Since the Sept. 11 attacks, banks have been trying to beef up security. Wells Fargo is taking that step with software that can root out money-laundering activities.

2 min read
Wells Fargo will announce Monday that it plans to launch new software to combat money laundering.

The software, from enterprise software company Searchspace, uses artificial intelligence to weed out any activity deemed suspicious. Wells Fargo plans to have the software up and running by the end of the year.

The financial institution's current systems are based on fairly static rules. The company wanted a new system that would be more adaptable to real-world transactions as well as one that would learn and improve as it went along, said Bob Chlebowski, the company's executive vice president of distribution strategies.

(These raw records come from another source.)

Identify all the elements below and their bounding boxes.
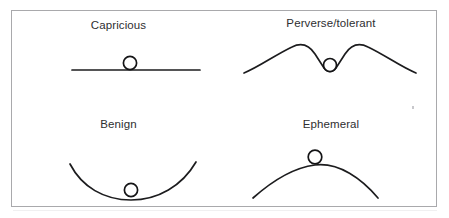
figure-root: Capricious Perverse/tolerant Benign Ephe… [0, 0, 449, 218]
bottom-edge-shadow [13, 210, 437, 211]
circle-ball-icon [308, 150, 322, 164]
circle-ball-icon [324, 59, 337, 72]
panel-capricious: Capricious [12, 11, 225, 109]
circle-ball-icon [124, 183, 137, 196]
circle-ball-icon [123, 56, 136, 69]
graphic-capricious [12, 11, 225, 109]
panel-benign: Benign [12, 109, 225, 206]
graphic-perverse [225, 11, 437, 109]
panel-perverse: Perverse/tolerant [225, 11, 437, 109]
graphic-ephemeral [225, 109, 437, 206]
hill-curve-icon [253, 165, 378, 198]
graphic-benign [12, 109, 225, 206]
panel-ephemeral: Ephemeral [225, 109, 437, 206]
scan-artifact-speck [412, 106, 414, 109]
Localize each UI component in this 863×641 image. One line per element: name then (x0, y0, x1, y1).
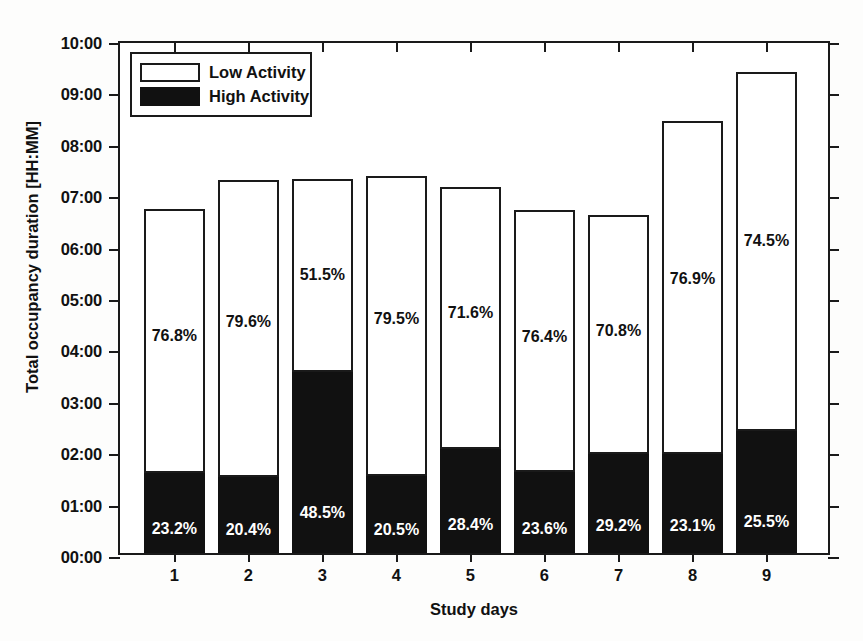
y-axis-tick-label: 10:00 (61, 34, 102, 53)
y-axis-tick-label: 07:00 (61, 188, 102, 207)
y-axis-tick-right (828, 351, 839, 353)
bar-label-low-activity: 71.6% (448, 304, 493, 322)
y-axis-tick: 02:00 (109, 454, 120, 456)
chart-legend: Low Activity High Activity (130, 52, 312, 117)
x-axis-tick (544, 553, 546, 562)
y-axis-tick-right (828, 454, 839, 456)
y-axis-tick-label: 02:00 (61, 445, 102, 464)
bar-segment-low-activity: 79.5% (366, 176, 427, 476)
y-axis-tick-right (828, 94, 839, 96)
y-axis-tick-right (828, 146, 839, 148)
y-axis-tick-right (828, 300, 839, 302)
y-axis-tick-right (828, 197, 839, 199)
x-axis-tick (174, 553, 176, 562)
bar-label-high-activity: 28.4% (448, 516, 493, 534)
bar-label-high-activity: 23.2% (152, 520, 197, 538)
bar-label-low-activity: 76.4% (522, 328, 567, 346)
bar-segment-high-activity: 23.2% (144, 473, 205, 553)
bar-segment-low-activity: 70.8% (588, 215, 649, 454)
y-axis-tick: 05:00 (109, 300, 120, 302)
bar-label-low-activity: 76.8% (152, 327, 197, 345)
y-axis-tick-label: 00:00 (61, 548, 102, 567)
plot-area: 00:0001:0002:0003:0004:0005:0006:0007:00… (118, 41, 830, 555)
y-axis-tick-right (828, 557, 839, 559)
bar-label-low-activity: 74.5% (744, 232, 789, 250)
bar-segment-high-activity: 20.5% (366, 476, 427, 553)
bar-label-high-activity: 20.4% (226, 521, 271, 539)
y-axis-tick-label: 09:00 (61, 85, 102, 104)
bar-segment-low-activity: 76.9% (662, 121, 723, 454)
x-axis-tick (470, 553, 472, 562)
bar-segment-low-activity: 51.5% (292, 179, 353, 372)
legend-item-low-activity: Low Activity (140, 60, 302, 84)
legend-item-high-activity: High Activity (140, 84, 302, 108)
bar-segment-low-activity: 76.4% (514, 210, 575, 472)
bar-segment-low-activity: 79.6% (218, 180, 279, 477)
bar-group: 76.4%23.6% (514, 39, 575, 553)
y-axis-tick: 07:00 (109, 197, 120, 199)
x-axis-tick-label: 5 (466, 566, 475, 585)
bar-label-high-activity: 48.5% (300, 504, 345, 522)
bar-label-low-activity: 51.5% (300, 266, 345, 284)
bar-group: 70.8%29.2% (588, 39, 649, 553)
bar-segment-high-activity: 23.1% (662, 454, 723, 553)
x-axis-tick-label: 4 (392, 566, 401, 585)
x-axis-tick (766, 553, 768, 562)
bar-group: 71.6%28.4% (440, 39, 501, 553)
bar-label-low-activity: 70.8% (596, 322, 641, 340)
y-axis-tick-label: 08:00 (61, 137, 102, 156)
x-axis-tick (692, 553, 694, 562)
x-axis-tick (322, 553, 324, 562)
y-axis-tick: 08:00 (109, 146, 120, 148)
x-axis-tick-label: 9 (762, 566, 771, 585)
bar-label-high-activity: 23.1% (670, 517, 715, 535)
y-axis-tick-right (828, 506, 839, 508)
bar-segment-high-activity: 48.5% (292, 372, 353, 553)
bar-segment-low-activity: 76.8% (144, 209, 205, 474)
x-axis-tick-label: 7 (614, 566, 623, 585)
bar-segment-high-activity: 20.4% (218, 477, 279, 553)
x-axis-tick-label: 3 (318, 566, 327, 585)
y-axis-tick-right (828, 249, 839, 251)
bar-label-high-activity: 23.6% (522, 520, 567, 538)
bar-group: 76.9%23.1% (662, 39, 723, 553)
x-axis-tick-label: 8 (688, 566, 697, 585)
bar-label-high-activity: 29.2% (596, 517, 641, 535)
y-axis-tick: 06:00 (109, 249, 120, 251)
y-axis-tick: 01:00 (109, 506, 120, 508)
y-axis-tick-right (828, 43, 839, 45)
bar-label-low-activity: 79.5% (374, 310, 419, 328)
y-axis-tick: 09:00 (109, 94, 120, 96)
y-axis-tick-label: 05:00 (61, 291, 102, 310)
y-axis-tick-label: 06:00 (61, 240, 102, 259)
bar-label-high-activity: 25.5% (744, 513, 789, 531)
legend-label-high-activity: High Activity (209, 87, 309, 106)
bar-segment-high-activity: 25.5% (736, 431, 797, 553)
bar-segment-high-activity: 23.6% (514, 472, 575, 553)
legend-swatch-low-activity (140, 63, 200, 82)
x-axis-tick-label: 1 (170, 566, 179, 585)
x-axis-tick (396, 553, 398, 562)
legend-label-low-activity: Low Activity (209, 63, 306, 82)
bar-segment-high-activity: 28.4% (440, 449, 501, 553)
x-axis-title: Study days (118, 600, 830, 619)
y-axis-tick-right (828, 403, 839, 405)
y-axis-tick: 10:00 (109, 43, 120, 45)
y-axis-tick: 00:00 (109, 557, 120, 559)
x-axis-tick-label: 2 (244, 566, 253, 585)
bar-group: 74.5%25.5% (736, 39, 797, 553)
bar-segment-high-activity: 29.2% (588, 454, 649, 553)
x-axis-tick (248, 553, 250, 562)
y-axis-tick-label: 04:00 (61, 342, 102, 361)
y-axis-tick-label: 01:00 (61, 497, 102, 516)
bar-label-high-activity: 20.5% (374, 521, 419, 539)
y-axis-tick: 03:00 (109, 403, 120, 405)
y-axis-tick-label: 03:00 (61, 394, 102, 413)
y-axis-tick: 04:00 (109, 351, 120, 353)
x-axis-tick (618, 553, 620, 562)
bar-group: 79.5%20.5% (366, 39, 427, 553)
legend-swatch-high-activity (140, 87, 200, 106)
bar-segment-low-activity: 71.6% (440, 187, 501, 449)
y-axis-title: Total occupancy duration [HH:MM] (21, 0, 43, 514)
bar-label-low-activity: 79.6% (226, 313, 271, 331)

"That is really the heart of it, moving from rules to a more dynamic environment," he said.

After the Sept. 11 terrorist attacks, President Bush signed the USA Patriot Act, which put into effect more stringent requirements for banks to monitor and report potential money-laundering activities. The act has spurred a number of financial services companies to upgrade their detection systems.

Earlier this year, banking and financial services giant UBS announced that it would use Searchspace's anti-money-laundering system. Charles Schwab and Citigroup have announced that they will be using a detection system offered by Searchspace rival Mantas.

Searchspace's system can examine nearly every customer transaction, including those through its brokerage, consumer lending, private banking and international businesses, Chlebowski said. The system will not comb through the transactions in real time; instead, it will examine them in daily batches.

Searchspace's software compares a transaction conducted within one account with other transactions in that account as well as with transactions in similar accounts to look for anomalies, said Konrad Feldman, chief executive officer of Searchspace. The software learns as it goes, becoming more familiar with "normal" transactions and better able to spot suspicious activity, he said.

The system will alert human operators at Wells Fargo of any suspicious transactions. By law, Wells Fargo will report those to the federal government.

Wells Fargo will run Searchspace's Intelligent Enterprise framework and Anti-Money Laundering Sentinel software on top of a single server from IBM, a partner of Searchspace. The software will run on top of AIX, IBM's flavor of Unix, on an IBM pSeries eServer. The Searchspace software will work in tandem with IBM's DB2 database.

Searchspace will tie into Wells Fargo's existing and legacy computer systems using XML, Feldman said.